Serving Throughout Travis County and Central Texas
Flores, PLLC serves subcontractors, contractors, and construction businesses throughout Travis County and the broader Central Texas region. Our clients work on projects across Austin, from the rapidly developing East Austin corridor and the dense urban core near downtown, to the expanding commercial and residential developments in Cedar Park, Round Rock, and Pflugerville to the north. We regularly assist clients with disputes arising on projects in Bee Cave and Lakeway to the west, as well as in Kyle and Buda to the south, where residential construction growth has been among the fastest in the state. Whether a dispute involves a high-rise development in the heart of Austin or a large industrial project along the US-183 corridor, our team brings the same level of sophistication and strategic focus to every matter we handle.
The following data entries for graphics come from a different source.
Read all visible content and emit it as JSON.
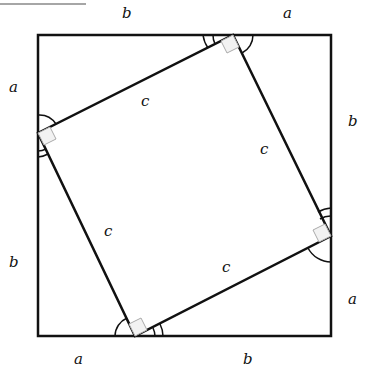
{
  "diagram": {
    "outer_square": {
      "x": 38,
      "y": 35,
      "width": 293,
      "height": 301
    },
    "inner_square_vertices": [
      [
        233,
        35
      ],
      [
        331,
        236
      ],
      [
        135,
        336
      ],
      [
        38,
        133
      ]
    ],
    "labels": {
      "top_b": "b",
      "top_a": "a",
      "right_b": "b",
      "right_a": "a",
      "bottom_a": "a",
      "bottom_b": "b",
      "left_a": "a",
      "left_b": "b",
      "c_top": "c",
      "c_right": "c",
      "c_bottom": "c",
      "c_left": "c"
    },
    "colors": {
      "stroke": "#111111",
      "right_angle_box": "#aaaaaa"
    }
  }
}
Contact a Travis County Construction Subcontractor Disputes Attorney Today
The difference between a subcontractor who recovers full payment and one who absorbs a significant loss often comes down to one thing: when they engaged an experienced attorney and how strategically that attorney operated from day one. Subcontractors with skilled legal counsel preserve their lien rights, respond to deficiency claims with documented evidence, make better decisions about when to settle and when to fight, and go into courtroom proceedings with comprehensive litigation strategies built around their business goals. Those without counsel often find themselves outmaneuvered by general contractors and property owners whose legal teams have been working the case for months. If your company is facing an unpaid contract, a disputed change order, a defect claim, or any other construction-related conflict in Travis County or across Central Texas, Flores, PLLC is ready to provide the strategic advocacy your business deserves. Contact our firm today to schedule a consultation with a Travis County subcontractor disputes attorney who will treat your case with the precision, integrity, and urgency it requires.